Clemons’ club, Big Man’s West, at 129 Monmouth Street, managed to pack a lot of musical history into just a few years of operation in the early 1980s before it succumbed to financial pressures, says George McMorrow, a Red Bank business owner who managed the club through its final months.
Former Big Man’s West manager George McMorrow at the club, now Ultimate Physique. (Click to enlarge)
Joe Cocker, Richard Thompson, Bon Jovi, Bonnie Raitt, James Cotton and Roger McGuinn played there. Tony Bennett once showed up in a limo to catch a performance of his two sons, who had a rock band. And Springsteen, as he has throughout his career, would regularly pop up onstage with whomever was headlining.
After Big Man’s West closed, what had once been the expansive back room of a shot-and-beer joint served as the rehearsal space for Springsteen and his band’s seminal “Born in the USA” tour.
But many lesser-knowns also played there, and that, too, was part of Clemons’ vision for the club, McMorrow told redbankgreen in an interview there Monday morning.

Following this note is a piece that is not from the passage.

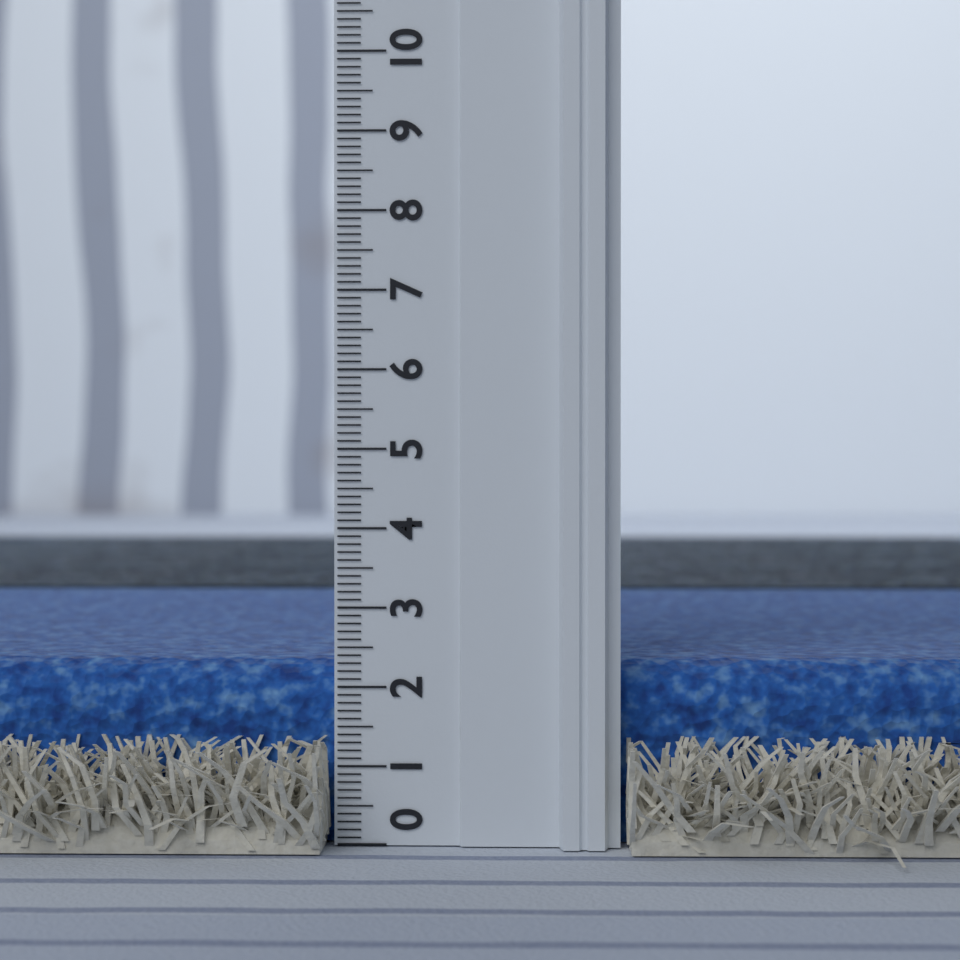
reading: 2.3 (no unit)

“Clarence believed in nurturing local bands, and he gave them a place here,” said McMorrow, who handled the club’s bookings. The stage, he said, featured state-of-the-art sound and lighting systems, so even dirt-broke up-and-comers could be at their best.
Fifty-eight-year-old McMorrow, who owns Cinecall Soundtracks and Red Bank Film Factory, co-managed the place with Springsteen confidante Terry Magovern, who died in 2007.

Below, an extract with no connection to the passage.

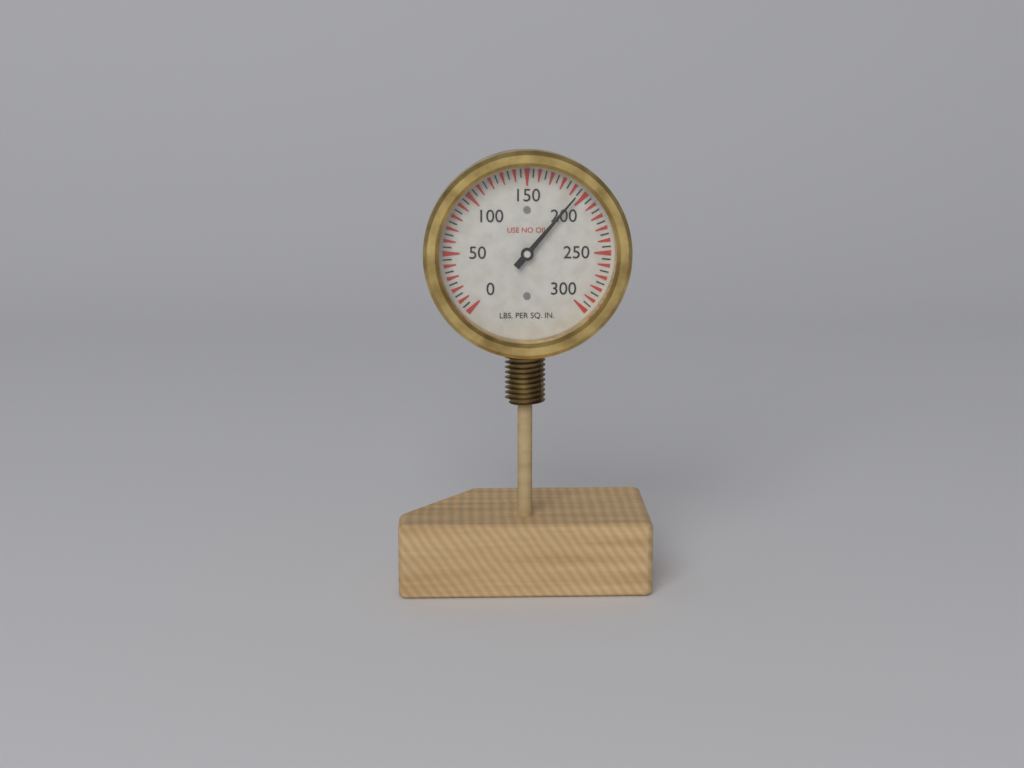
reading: 195 psi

Clemons was a regular presence at Big Man’s. His own band, the Red Bank Rockers, called the club home. But the garrulous Clemons was too much of a softie as a businessman to profitably run the place himself, and relied heavily on the hard-nosed Magovern to do so, McMorrow said.

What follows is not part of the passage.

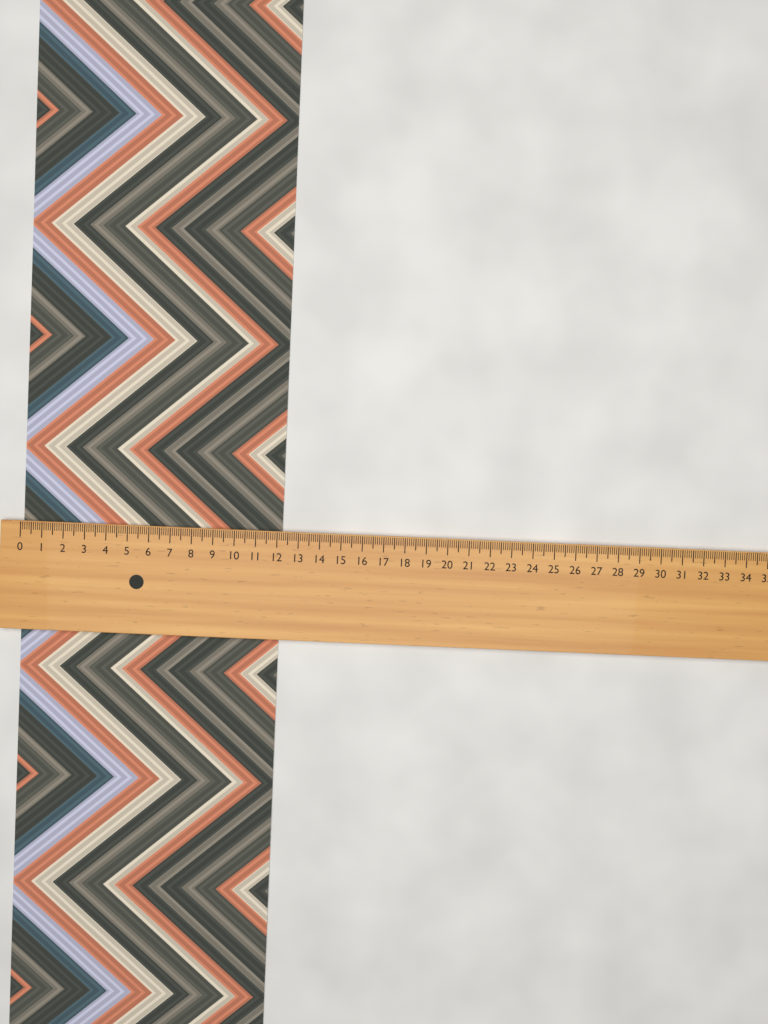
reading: 12.2 (no unit)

Still, the club struggled with a tight economy, a drinking age that had recently been raised from 18 to 21, and fire-code issues. Clemons, who bought the property in 1981 for $215,000, sold it at a loss four years later, for $149,000, according to Monmouth County records. Scott Terhune, son of the buyers, now operates Ultimate Physique in the space.
In the interim were numerous nights on which fans could hang loose with the likes of Steve Van Zandt or Steve Forbert before or after a show, McMorrow said.
One that stands out: September 18, 1982. British rocker Dave Edmunds was booked, and expectations for a Springsteen appearance were high. “Everybody I ever knew in my life was begging me to get them in for that one,” McMorrow recalls, adding that the place got so packed that anyone who fainted from the heat wouldn’t have hit the floor.
Springstreen, did, in fact, play, engaging Edmunds and another guitarist an incandescent dueling-guitars medley of Chuck Berry tunes.
“It was jaws-on-the-floor stuff. Just amazing,” McMorrow said. “And that kind of thing was happening all the time.”
So what is the club’s legacy, given that it is so vastly overshadowed by the likes of the Stone Pony, the Fast Lane and other venues?
It gave musicians a place to do their thing, musicphiles a place to hear top-quality artists, and fans some indelible memories, McMorrow said.
“Magic was always happening here,” he said.